Wednesday, 3 September 2014

Patch Tips #27 - An FM Equivalent

An analogue take on digital FM featuring the Toppobrillo Triple Wavefolder.



Today's Patch Tip is inspired by MitchXI's description of a digital implementation of FM:

" ... in a yamaha style set-up, an oscillator is simply a ramp that goes from zero to one for every cycle - a phase accumulator - that gets fed into a lookup table that converts zero to one values into a sine wave. if you add a second oscillator's sine output to the ramp wave before the sine wave function, you get an fm equivalent ... to have an fm modulation relationship, you simply add the output of one oscillator into the other oscillator's sine wave function. the only digital computations that need to happen are addition, multiplication (for mod index/amount), and a table lookup."

If, like me, you feel digital is cheating, here's an analogue solution:

For the look-up table we can use the TWF's saw-to-sine function. Patch your saw (carrier) to the TWF via a mixer and trim the bias on a single channel to achieve a clean sine. Apply your modulator via a VCA or directly to the mixer and trim the amount of 'FM' to taste. In this example I used two VCOs/ two TWF channels and one modulator. I start with just the one voice which I pan left when I introduce the second voice:

twf-fm-equivalent.mp3

At high modulator frequencies the result is pretty good. Because the saw-to-sine converter is analogue, it is sensitive to variations in amplitude and DC offsets. And, like Phase Modulation, this method has it's limits: If the modulator is too slow the 'FM' effect will be negligible.

This patch won't replace your thru-zero FM or phase modulation VCO - the maximum possible index seems similar to standard linear FM. But if your oscillators only have exponential inputs, the Triple Wave Folder offers another unexpected method of dynamically changing the colour of your sound.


Every record must be repeated precisely as it stands.
*** MATERIAL SHOWN Section Begins ***
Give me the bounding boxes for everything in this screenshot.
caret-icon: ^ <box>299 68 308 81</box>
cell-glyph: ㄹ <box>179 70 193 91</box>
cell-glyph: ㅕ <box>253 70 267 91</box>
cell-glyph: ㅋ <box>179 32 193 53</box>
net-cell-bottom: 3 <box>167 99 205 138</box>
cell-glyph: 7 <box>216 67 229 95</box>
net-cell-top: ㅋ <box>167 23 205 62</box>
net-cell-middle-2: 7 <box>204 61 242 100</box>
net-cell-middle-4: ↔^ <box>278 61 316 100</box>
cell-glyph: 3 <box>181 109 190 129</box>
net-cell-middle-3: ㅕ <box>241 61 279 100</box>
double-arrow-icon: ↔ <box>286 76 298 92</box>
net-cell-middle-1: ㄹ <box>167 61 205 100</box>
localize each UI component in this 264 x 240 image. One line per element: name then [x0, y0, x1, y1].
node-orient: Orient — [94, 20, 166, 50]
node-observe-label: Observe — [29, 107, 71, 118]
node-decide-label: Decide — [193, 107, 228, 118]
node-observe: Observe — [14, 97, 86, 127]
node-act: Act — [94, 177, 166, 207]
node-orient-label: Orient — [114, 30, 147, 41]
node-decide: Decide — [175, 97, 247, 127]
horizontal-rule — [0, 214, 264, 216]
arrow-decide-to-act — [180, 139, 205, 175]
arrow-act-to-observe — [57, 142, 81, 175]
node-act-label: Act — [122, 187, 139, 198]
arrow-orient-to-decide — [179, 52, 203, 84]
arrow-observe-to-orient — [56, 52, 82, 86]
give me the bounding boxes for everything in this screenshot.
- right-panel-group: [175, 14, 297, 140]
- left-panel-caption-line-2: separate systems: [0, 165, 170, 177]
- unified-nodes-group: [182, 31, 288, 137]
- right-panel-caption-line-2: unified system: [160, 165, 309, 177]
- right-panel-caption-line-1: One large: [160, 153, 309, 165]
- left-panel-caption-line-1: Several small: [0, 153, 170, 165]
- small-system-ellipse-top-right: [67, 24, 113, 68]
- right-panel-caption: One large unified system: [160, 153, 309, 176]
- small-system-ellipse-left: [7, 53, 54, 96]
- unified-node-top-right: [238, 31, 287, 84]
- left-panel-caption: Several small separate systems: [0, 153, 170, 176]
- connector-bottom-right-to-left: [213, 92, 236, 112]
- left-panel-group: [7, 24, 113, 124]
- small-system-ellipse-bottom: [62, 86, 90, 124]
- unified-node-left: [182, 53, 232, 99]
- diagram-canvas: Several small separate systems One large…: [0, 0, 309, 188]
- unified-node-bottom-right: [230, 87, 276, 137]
*** MATERIAL SHOWN Section Ends ***
**SOLUTION BELOW**
Give me the bounding boxes for everything in this screenshot.
caret-icon: ^ <box>299 68 308 81</box>
cell-glyph: ㄹ <box>179 70 193 91</box>
cell-glyph: ㅕ <box>253 70 267 91</box>
cell-glyph: ㅋ <box>179 32 193 53</box>
net-cell-bottom: 3 <box>167 99 205 138</box>
cell-glyph: 7 <box>216 67 229 95</box>
net-cell-top: ㅋ <box>167 23 205 62</box>
net-cell-middle-2: 7 <box>204 61 242 100</box>
net-cell-middle-4: ↔^ <box>278 61 316 100</box>
cell-glyph: 3 <box>181 109 190 129</box>
net-cell-middle-3: ㅕ <box>241 61 279 100</box>
double-arrow-icon: ↔ <box>286 76 298 92</box>
net-cell-middle-1: ㄹ <box>167 61 205 100</box>
localize each UI component in this 264 x 240 image. One line per element: name then [x0, y0, x1, y1].
node-orient: Orient — [94, 20, 166, 50]
node-observe-label: Observe — [29, 107, 71, 118]
node-decide-label: Decide — [193, 107, 228, 118]
node-observe: Observe — [14, 97, 86, 127]
node-act: Act — [94, 177, 166, 207]
node-orient-label: Orient — [114, 30, 147, 41]
node-decide: Decide — [175, 97, 247, 127]
horizontal-rule — [0, 214, 264, 216]
arrow-decide-to-act — [180, 139, 205, 175]
arrow-act-to-observe — [57, 142, 81, 175]
node-act-label: Act — [122, 187, 139, 198]
arrow-orient-to-decide — [179, 52, 203, 84]
arrow-observe-to-orient — [56, 52, 82, 86]
give me the bounding boxes for everything in this screenshot.
- right-panel-group: [175, 14, 297, 140]
- left-panel-caption-line-2: separate systems: [0, 165, 170, 177]
- unified-nodes-group: [182, 31, 288, 137]
- right-panel-caption-line-2: unified system: [160, 165, 309, 177]
- right-panel-caption-line-1: One large: [160, 153, 309, 165]
- left-panel-caption-line-1: Several small: [0, 153, 170, 165]
- small-system-ellipse-top-right: [67, 24, 113, 68]
- right-panel-caption: One large unified system: [160, 153, 309, 176]
- small-system-ellipse-left: [7, 53, 54, 96]
- unified-node-top-right: [238, 31, 287, 84]
- left-panel-caption: Several small separate systems: [0, 153, 170, 176]
- connector-bottom-right-to-left: [213, 92, 236, 112]
- left-panel-group: [7, 24, 113, 124]
- small-system-ellipse-bottom: [62, 86, 90, 124]
- unified-node-left: [182, 53, 232, 99]
- diagram-canvas: Several small separate systems One large…: [0, 0, 309, 188]
- unified-node-bottom-right: [230, 87, 276, 137]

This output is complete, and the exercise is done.